Tavleen Singh
AT last I managed to interview Mr
K.P.S. Gill on terrorism.
Did he think that this new, global
war against terrorism whose first battle was likely to be fought in Afghanistan
was going to make a difference ? No. "It will not make a difference because
terrorism is a small commander's war. Terrorist groups are discrete, disconnected,
so there are small groups in different places. Many of the groups are autonomous
and have to be tackled at different levels."
So bombing Afghanistan is not the
answer ? No, he said firmly, it was not and would make no difference to
the war against terrorism. The Americans have tried this approach before,
he added. Libya has been bombed as was Afghanistan and where has it got
them?" Besides, in his view what was interesting about the bombing of the
World Trade Center and Pentagon was that the whole conspiracy appeared
to have been hatched in the USA.
"The pilots were trained there and
many of them were American citizens. When it happened one of the first
things I noticed was the similarity to the hijacking of IC 814. Five people
per plane, no guns, only knives. The two advances on that hijacking are
one that this time they used trained pilots and two that the conspiracy
was hatched not in some other country but in the United States."
The reason why they may have felt
the need to use their own pilots was because with IC 814 the pilot was
clever enough to land in Amritsar, not Lahore, and then as usual the government
blew it by not being able to do anything at all before the plane took off
for foreign airports. With suicide missions they must have seen the importance
of having their own pilots.
Mr Gill explained that in his view
the similarities between IC 814 and the four hijackings on September 11
were not coincidental but almost certainly based on shared information.
Mr Gill believes that the only way
to tackle those who inhabit this world is to pinpoint attacks. There are,
he said, terrorist cells operating out of many European countries because
of liberal asylum and entry laws. Europe is such a sanctuary for these
groups that people joke about how there could one day be a demand for an
Islamic Republic of Europe. Should the Americans then be going for Osama
bin Laden? "Yes," he said, "he must be killed but there will immediately
be another leader."
Will America's global war have any
effect on our war against terrorism in Kashmir? No, according to him, we
will have to fight this war ourselves. So what have we been doing wrong
so far. Everything, in his view, because we continue to send mixed signals.

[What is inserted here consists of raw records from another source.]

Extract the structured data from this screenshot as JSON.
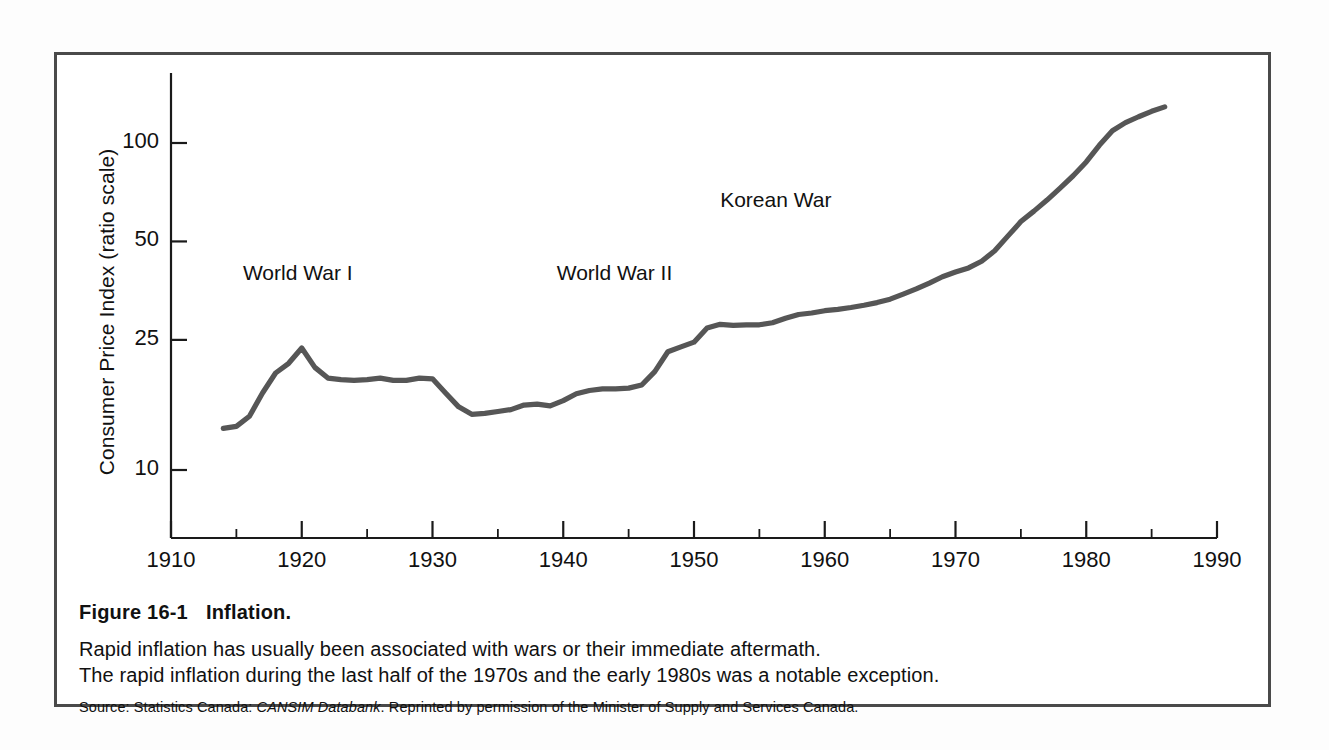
{
  "figure": {
    "title_number": "Figure 16-1",
    "title_text": "Inflation.",
    "caption_line_1": "Rapid inflation has usually been associated with wars or their immediate aftermath.",
    "caption_line_2": "The rapid inflation during the last half of the 1970s and the early 1980s was a notable exception.",
    "source_prefix": "Source: Statistics Canada: ",
    "source_italic": "CANSIM Databank",
    "source_suffix": ". Reprinted by permission of the Minister of Supply and Services Canada."
  },
  "colors": {
    "frame": "#4a4a4a",
    "line": "#565656",
    "axis": "#1a1a1a",
    "text": "#111111",
    "background": "#ffffff"
  },
  "chart_data": {
    "type": "line",
    "title": "Inflation.",
    "xlabel": "",
    "ylabel": "Consumer Price Index (ratio scale)",
    "yscale": "log",
    "ylim": [
      7,
      150
    ],
    "xlim": [
      1910,
      1990
    ],
    "grid": false,
    "legend": "none",
    "ytick_labels": [
      "100",
      "50",
      "25",
      "10"
    ],
    "ytick_values": [
      100,
      50,
      25,
      10
    ],
    "xtick_labels": [
      "1910",
      "1920",
      "1930",
      "1940",
      "1950",
      "1960",
      "1970",
      "1980",
      "1990"
    ],
    "xtick_values": [
      1910,
      1920,
      1930,
      1940,
      1950,
      1960,
      1970,
      1980,
      1990
    ],
    "xminor_step": 5,
    "series": [
      {
        "name": "Consumer Price Index",
        "x": [
          1914,
          1915,
          1916,
          1917,
          1918,
          1919,
          1920,
          1921,
          1922,
          1923,
          1924,
          1925,
          1926,
          1927,
          1928,
          1929,
          1930,
          1931,
          1932,
          1933,
          1934,
          1935,
          1936,
          1937,
          1938,
          1939,
          1940,
          1941,
          1942,
          1943,
          1944,
          1945,
          1946,
          1947,
          1948,
          1949,
          1950,
          1951,
          1952,
          1953,
          1954,
          1955,
          1956,
          1957,
          1958,
          1959,
          1960,
          1961,
          1962,
          1963,
          1964,
          1965,
          1966,
          1967,
          1968,
          1969,
          1970,
          1971,
          1972,
          1973,
          1974,
          1975,
          1976,
          1977,
          1978,
          1979,
          1980,
          1981,
          1982,
          1983,
          1984,
          1985,
          1986
        ],
        "y": [
          13.4,
          13.6,
          14.6,
          17.2,
          19.8,
          21.2,
          23.6,
          20.6,
          19.1,
          18.9,
          18.8,
          18.9,
          19.1,
          18.8,
          18.8,
          19.1,
          19.0,
          17.2,
          15.6,
          14.8,
          14.9,
          15.1,
          15.3,
          15.8,
          15.9,
          15.7,
          16.3,
          17.1,
          17.5,
          17.7,
          17.7,
          17.8,
          18.2,
          20.0,
          23.0,
          23.8,
          24.6,
          27.2,
          27.9,
          27.7,
          27.8,
          27.8,
          28.2,
          29.1,
          29.9,
          30.2,
          30.7,
          31.0,
          31.4,
          31.9,
          32.5,
          33.3,
          34.5,
          35.8,
          37.3,
          39.0,
          40.3,
          41.5,
          43.5,
          46.8,
          51.9,
          57.5,
          61.9,
          66.9,
          72.8,
          79.4,
          87.5,
          98.4,
          109.0,
          115.4,
          120.3,
          125.0,
          129.0
        ]
      }
    ],
    "annotations": [
      {
        "text": "World War I",
        "x": 1915.5,
        "y": 40
      },
      {
        "text": "World War II",
        "x": 1939.5,
        "y": 40
      },
      {
        "text": "Korean War",
        "x": 1952.0,
        "y": 67
      }
    ]
  }
}
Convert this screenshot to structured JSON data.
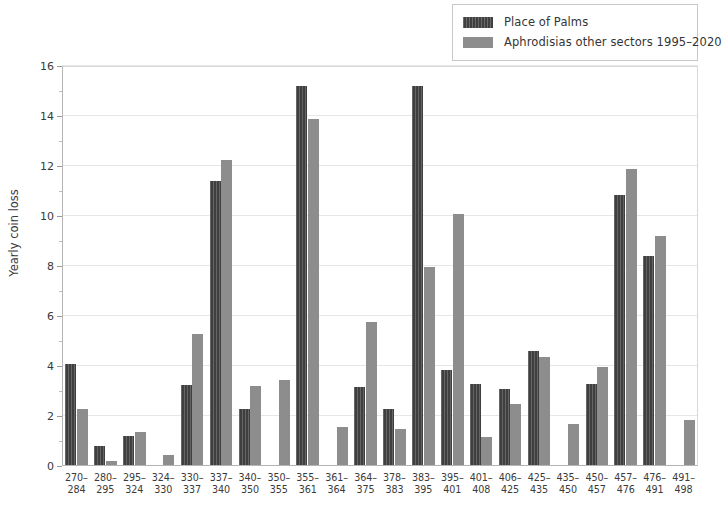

You cannot fight terrorism if you keep changing your approach. You cannot
defeat them if every now and then you announce that you will now talk to
them, have a ceasefire, and even agree to talk to General Musharraf. This
implies that you are fighting from a position of weakness.
Did they not talk in Punjab ? "We
did talk to them but we talked only to fight them psychologically by impressing
upon them that they could never win this war. We impressed upon them that
what they were doing was a negation of Sikhism. Just as it is wrong now
to believe that Islam is the enemy and not terrorism."
In Kashmir, he believes, that one
of the key mistakes that has been made is in appearing to seek out a political
solution. "There is no political solution to terrorism." He added that
it was important to target only the terrorists because "vicarious punishment"
of innocent people was always counter-productive.
Had he ever been asked to go to
Kashmir, I asked, and he said no. Would he agree to go? Yes.